YOUR OBJECTIVE: Beginning with the first line, please return the entries exactly through the line that contains "Image resolution: width=980", and leave out all later lines.

Start of RECORDS TO USE

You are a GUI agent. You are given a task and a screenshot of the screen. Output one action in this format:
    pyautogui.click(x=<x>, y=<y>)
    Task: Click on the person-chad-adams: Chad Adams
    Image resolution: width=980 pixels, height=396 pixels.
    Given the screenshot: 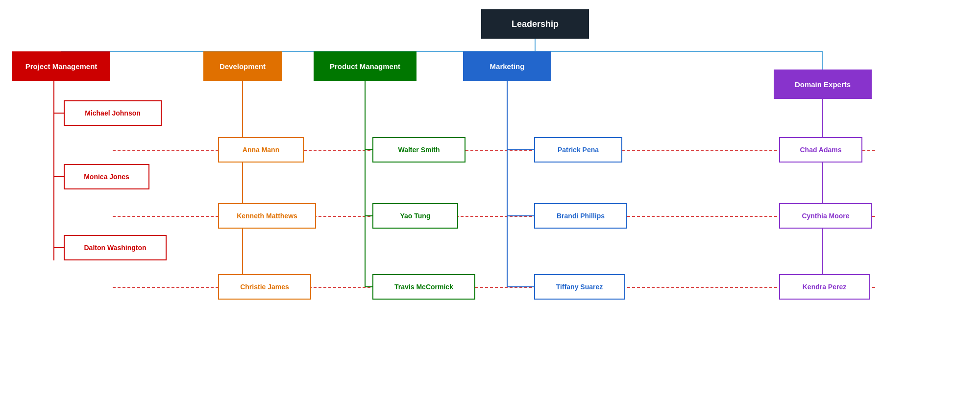 What is the action you would take?
    pyautogui.click(x=821, y=150)
    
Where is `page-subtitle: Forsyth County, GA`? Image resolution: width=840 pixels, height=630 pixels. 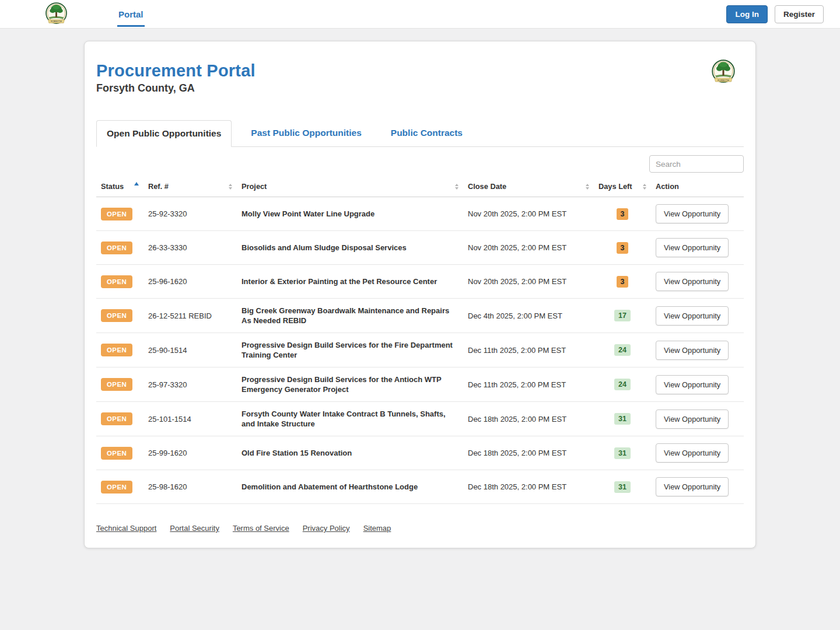
page-subtitle: Forsyth County, GA is located at coordinates (176, 89).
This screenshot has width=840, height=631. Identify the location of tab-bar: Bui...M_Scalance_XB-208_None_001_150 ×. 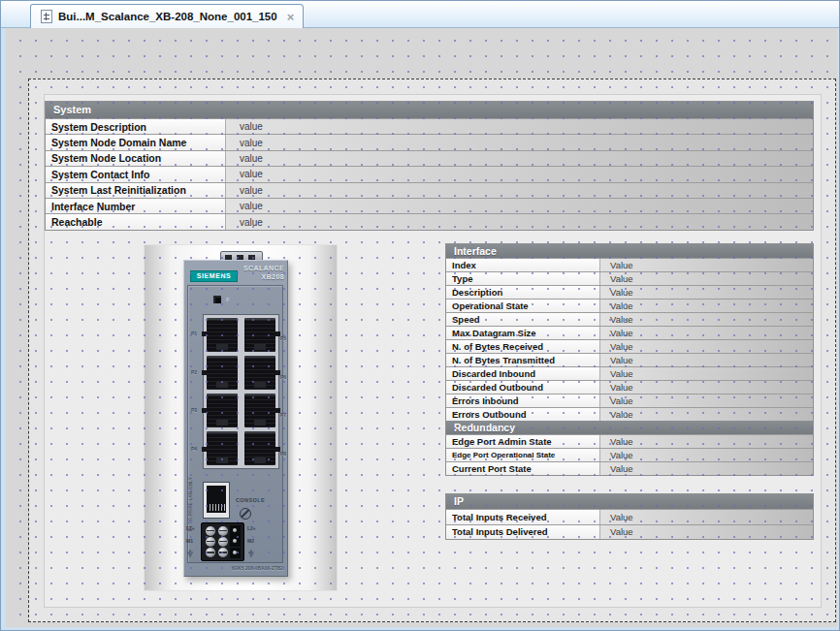
(420, 15).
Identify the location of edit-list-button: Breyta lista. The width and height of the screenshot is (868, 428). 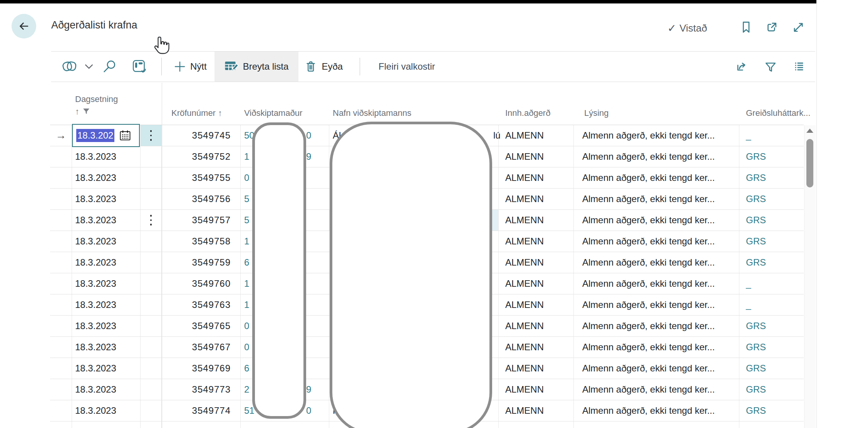
(256, 67).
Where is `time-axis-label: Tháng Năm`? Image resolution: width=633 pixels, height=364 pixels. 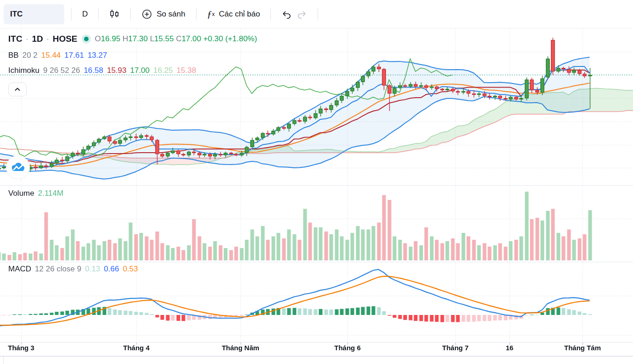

End of RECORDS TO USE

REPLY:
You are a GUI agent. You are given a task and a screenshot of the screen. Output one action in this format:
    pyautogui.click(x=<x>, y=<y>)
    Task: Click on the person-chad-adams: Chad Adams
    Image resolution: width=980 pixels, height=396 pixels.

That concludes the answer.